Algorithm description

Design and testing of PuLSE has been undertaken using both real and simulated NGS datasets. These simulated datasets representing linear 7 and 12-mer libraries along with a monobody library were generated using the PuLSE-SimilateDataset program which accompanies the main PuLSE software package. These simulated datasets contain perturbed sequences and edge cases designed to test stability and error handling of NGS software. In addition, the dataset which accompanies the PuLSE program distribution is a real-world NGS dataset representing a cyclic 5-mer peptide library. This library is designed to express peptides consisting of two cysteine residues flanking a stretch of 5 random amino acids which are then cyclized through a disulfide bridge, and contains 2.5 million sequence reads. This real world NGS dataset will be used throughout this algorithm description. The PuLSE program is a command line utility with no graphical user interface, requiring minimally only two inputs. These are the fastq data filename containing library reads and a forward strand library definition (FSLD). NGS read data is often supplied in a compressed format, using Gzip compression. PuLSE is able to read Gzip compressed fastq files, making extraction of large datasets unnecessary, reading directly from the compressed data file.

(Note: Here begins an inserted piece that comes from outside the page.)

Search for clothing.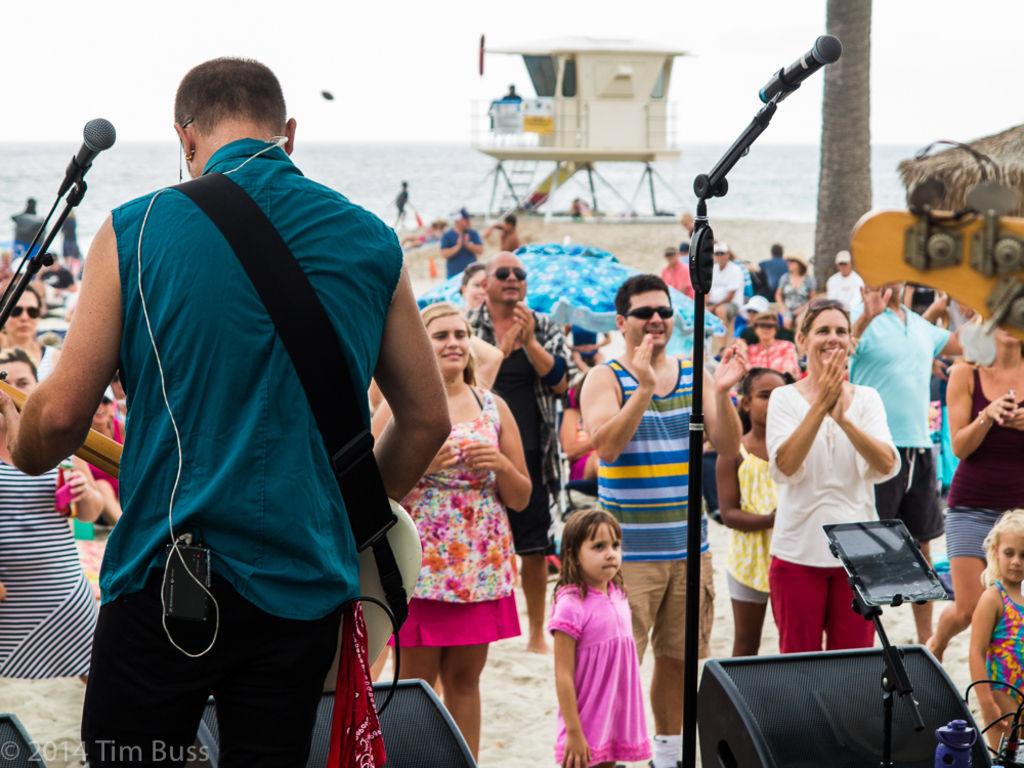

Forward strand library definition (FSLD)

The FSLD is used to dynamically identify the randomized portion of a library within NGS sequence read data, acting as a mask which is overlaid throughout each read sequence and queried as to the presence of known start and end flanking sequences. If present, then the DNA bases in between these start and end markers may be taken as the randomized portion of the library for further analysis. PuLSE supports all IUPAC nucleotide codes (A, C, G, T, R, Y, S, W, K, M, B, D, H, V, N), allowing the definition of restricted codon sets. See the PuLSE software package for a full table of allowable codes. In addition to the standard nomenclature for any base, for legacy reasons, PuLSE allows the use of ‘X’ to represent any nucleotide base, the equivalent of the IUPAC nucleotide code ‘N’. The FSLD for the exemplar dataset may be defined as follows: “CGTTGCXXXXXXXXXXXXXXXTGTGCT”. In this library, the initial CGTTGC motif acts as the upstream marker for the beginning of a randomized stretch of 15 bases denoted by ‘X’ and encoding 5 amino acids. Initial versions of the algorithm matched the start marker and read the specified number of following randomized bases, however, we noticed a large proportion of stop codons present in the final analysis of non-quality controlled read data, signifying that either sequence miss-reads or frame shifts after upstream marker identification took place which should not, and cannot be included in positional occurrence statistics. We therefore introduced a downstream marker. In the example above, the first 3 bases of the downstream marker ‘TGT’ must be present after the randomized sequence to be considered a good library read. Note that only the first three bases of the downstream marker must be present in a sequence read for the randomized portion to be accepted. It is worth noting however, that even though three bases of the downstream marker are ever used, it must be specified with the same length as the upstream marker. This is to enable the reading of reversed sequence reads, where the downstream marker is converted into an upstream marker and the upstream into a downstream marker. This is essential as reverse DNA strand reads may also be detected by PuLSE. Up and down-stream markers before and after the randomized sequences may be of any length, however, only the first three end marker bases are ever used (See Fig 1).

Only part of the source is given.